Stevens was born in 1920 to a wealthy family in the Hyde Park neighborhood of Chicago. His father, grandfather and uncle were all arrested on embezzlement charges in 1933. His uncle killed himself before a trial, and his father was convicted and then acquitted on an appeal to the Illinois Supreme Court. Stevens would later say that his father’s wrongful conviction taught him that the legal system can make mistakes ― something he would keep in mind as a judge.
“It was an example of the system not working properly. And so I think every judge has to keep in mind the possibility that the system has not worked correctly in a particular case,” he said in a “60 Minutes” interview the year he retired.
In 1941, Stevens graduated Phi Beta Kappa from the University of Chicago, where he played tennis ― he continued to play into his 90s ― and worked on the school’s newspaper, The Daily Maroon. He then joined the Navy, serving as a codebreaker and earning a Bronze Star. After the war, he attended Northwestern Law School, where he graduated with the highest GPA in the law school’s history at that time. He clerked for Supreme Court Justice Wiley Rutledge for a year.
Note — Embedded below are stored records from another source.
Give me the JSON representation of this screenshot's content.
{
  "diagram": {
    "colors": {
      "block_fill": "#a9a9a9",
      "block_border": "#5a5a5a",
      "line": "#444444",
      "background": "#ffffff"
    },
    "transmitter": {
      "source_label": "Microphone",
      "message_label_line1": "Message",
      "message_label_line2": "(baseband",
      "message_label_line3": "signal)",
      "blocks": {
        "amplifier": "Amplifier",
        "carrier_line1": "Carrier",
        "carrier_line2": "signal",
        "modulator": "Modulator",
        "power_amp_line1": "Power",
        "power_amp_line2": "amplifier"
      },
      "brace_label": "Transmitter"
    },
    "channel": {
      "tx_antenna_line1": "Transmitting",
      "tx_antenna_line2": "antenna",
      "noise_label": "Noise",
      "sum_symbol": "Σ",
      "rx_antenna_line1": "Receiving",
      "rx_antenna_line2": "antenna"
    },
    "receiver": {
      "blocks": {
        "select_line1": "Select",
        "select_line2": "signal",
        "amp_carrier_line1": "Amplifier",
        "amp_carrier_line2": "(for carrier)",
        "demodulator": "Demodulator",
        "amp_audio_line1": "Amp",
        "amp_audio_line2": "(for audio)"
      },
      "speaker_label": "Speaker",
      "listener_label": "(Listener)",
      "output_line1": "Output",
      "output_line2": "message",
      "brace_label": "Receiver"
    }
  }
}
Stevens then returned to Chicago to practice antitrust law. He would also teach law at Northwestern and the University of Chicago before President Richard Nixon nominated him to the U.S. Court of Appeals for the 7th Circuit in 1970. Stevens served on that court until 1975, when Ford picked him for the Supreme Court.
Ford appointed Stevens at the recommendation of his attorney general, Edward Levi, a former University of Chicago president who knew of Stevens’ evenhanded reputation. Ford sought someone who could be confirmed by a Democratic-controlled Senate. He announced he was nominating Stevens after meeting him only once, at a White House dinner where the two men did not discuss Stevens’ judicial philosophy. Three decades later, Ford said he was willing to let historians judge his entire presidency on his selection of Stevens.
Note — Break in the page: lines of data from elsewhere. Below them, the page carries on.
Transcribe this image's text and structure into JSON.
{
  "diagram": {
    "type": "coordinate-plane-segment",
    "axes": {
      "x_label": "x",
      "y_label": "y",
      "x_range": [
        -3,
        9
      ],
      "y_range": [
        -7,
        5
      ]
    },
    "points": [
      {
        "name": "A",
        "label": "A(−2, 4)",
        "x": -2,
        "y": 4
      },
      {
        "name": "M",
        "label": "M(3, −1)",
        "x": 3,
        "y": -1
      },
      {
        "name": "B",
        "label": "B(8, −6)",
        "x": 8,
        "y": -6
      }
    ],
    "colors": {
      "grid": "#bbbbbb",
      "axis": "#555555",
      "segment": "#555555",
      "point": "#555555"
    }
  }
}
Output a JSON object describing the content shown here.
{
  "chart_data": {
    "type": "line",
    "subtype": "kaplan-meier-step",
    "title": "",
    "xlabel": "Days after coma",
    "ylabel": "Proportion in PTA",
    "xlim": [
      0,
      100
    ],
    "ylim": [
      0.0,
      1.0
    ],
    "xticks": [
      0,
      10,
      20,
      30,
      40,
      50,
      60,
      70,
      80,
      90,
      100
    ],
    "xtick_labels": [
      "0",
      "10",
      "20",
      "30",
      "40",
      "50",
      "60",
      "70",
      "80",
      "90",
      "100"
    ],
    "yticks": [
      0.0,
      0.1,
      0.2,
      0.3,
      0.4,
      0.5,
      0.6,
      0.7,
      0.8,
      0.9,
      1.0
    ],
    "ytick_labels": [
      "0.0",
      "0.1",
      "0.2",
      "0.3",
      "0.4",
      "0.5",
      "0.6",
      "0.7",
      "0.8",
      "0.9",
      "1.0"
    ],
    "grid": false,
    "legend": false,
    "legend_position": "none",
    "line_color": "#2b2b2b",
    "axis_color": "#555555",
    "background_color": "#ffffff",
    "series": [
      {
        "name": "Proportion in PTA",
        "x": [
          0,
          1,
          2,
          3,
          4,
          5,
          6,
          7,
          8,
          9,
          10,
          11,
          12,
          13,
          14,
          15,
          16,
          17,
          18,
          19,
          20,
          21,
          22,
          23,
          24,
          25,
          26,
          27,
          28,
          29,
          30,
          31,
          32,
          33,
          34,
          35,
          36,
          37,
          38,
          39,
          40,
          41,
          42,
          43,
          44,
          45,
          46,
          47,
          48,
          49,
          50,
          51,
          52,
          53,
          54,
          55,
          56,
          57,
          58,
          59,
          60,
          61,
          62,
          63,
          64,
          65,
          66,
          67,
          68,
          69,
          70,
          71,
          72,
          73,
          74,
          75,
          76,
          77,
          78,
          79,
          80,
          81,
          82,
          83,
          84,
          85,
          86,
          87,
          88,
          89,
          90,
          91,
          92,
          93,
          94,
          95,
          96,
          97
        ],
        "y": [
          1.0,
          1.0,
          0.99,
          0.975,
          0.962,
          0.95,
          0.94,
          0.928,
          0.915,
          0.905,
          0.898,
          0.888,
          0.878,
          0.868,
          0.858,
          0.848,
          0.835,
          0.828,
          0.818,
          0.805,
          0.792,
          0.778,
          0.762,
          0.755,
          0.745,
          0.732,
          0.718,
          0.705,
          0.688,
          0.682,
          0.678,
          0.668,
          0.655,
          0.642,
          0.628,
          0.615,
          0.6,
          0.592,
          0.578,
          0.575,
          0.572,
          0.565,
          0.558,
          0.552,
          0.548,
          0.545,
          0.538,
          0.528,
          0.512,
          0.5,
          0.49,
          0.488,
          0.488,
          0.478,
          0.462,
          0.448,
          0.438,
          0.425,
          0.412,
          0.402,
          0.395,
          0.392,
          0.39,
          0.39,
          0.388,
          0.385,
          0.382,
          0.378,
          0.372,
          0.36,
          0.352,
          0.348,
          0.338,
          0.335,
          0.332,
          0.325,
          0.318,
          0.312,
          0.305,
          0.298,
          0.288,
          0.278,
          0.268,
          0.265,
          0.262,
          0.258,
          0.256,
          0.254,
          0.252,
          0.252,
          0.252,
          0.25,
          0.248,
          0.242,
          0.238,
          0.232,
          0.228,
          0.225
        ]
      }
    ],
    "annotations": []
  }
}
The judge was confirmed to the high court by a Senate vote of 98-0.
On the court, Stevens had a reputation for being a collegial, courteous consensus-builder ― and for wearing a bowtie. Instead of interrupting lawyers during oral argument to ask questions, as is the custom among other justices, Stevens would say, “May I ask you a question?” A former clerk for Stevens told The New Yorker in 2010 that Stevens often waited until his colleagues had asked questions to see how they were approaching a case and who might be the swing votes in the case. He was frequently described as a “judge’s judge.”
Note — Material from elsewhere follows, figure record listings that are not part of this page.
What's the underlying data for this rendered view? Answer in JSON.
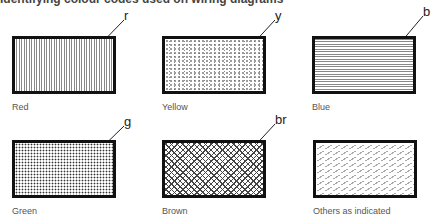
{
  "caption": "Identifying colour codes used on wiring diagrams",
  "swatches": [
    {
      "label": "Red",
      "code": "r",
      "pattern": "vertical-lines"
    },
    {
      "label": "Yellow",
      "code": "y",
      "pattern": "random-dots"
    },
    {
      "label": "Blue",
      "code": "b",
      "pattern": "horizontal-lines"
    },
    {
      "label": "Green",
      "code": "g",
      "pattern": "dense-dots"
    },
    {
      "label": "Brown",
      "code": "br",
      "pattern": "crosshatch"
    },
    {
      "label": "Others as indicated",
      "code": "",
      "pattern": "diagonal-dashes"
    }
  ]
}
After retiring from the Supreme Court at age 90, Stevens kept an active schedule, appearing frequently in public and authoring several books. In one of those books, he proposed six new amendments to the Constitution involving such issues as gun rights, campaign finance, the death penalty and gerrymandering. In 2014, he suggested adding five words to the Second Amendment so that it would say, “A well regulated Militia, being necessary to the security of a free State, the right of the people to keep and bear Arms when serving in the Militia shall not be infringed.”
Stevens is survived by two daughters and nine grandchildren.
This is a developing story. Please check back for updates.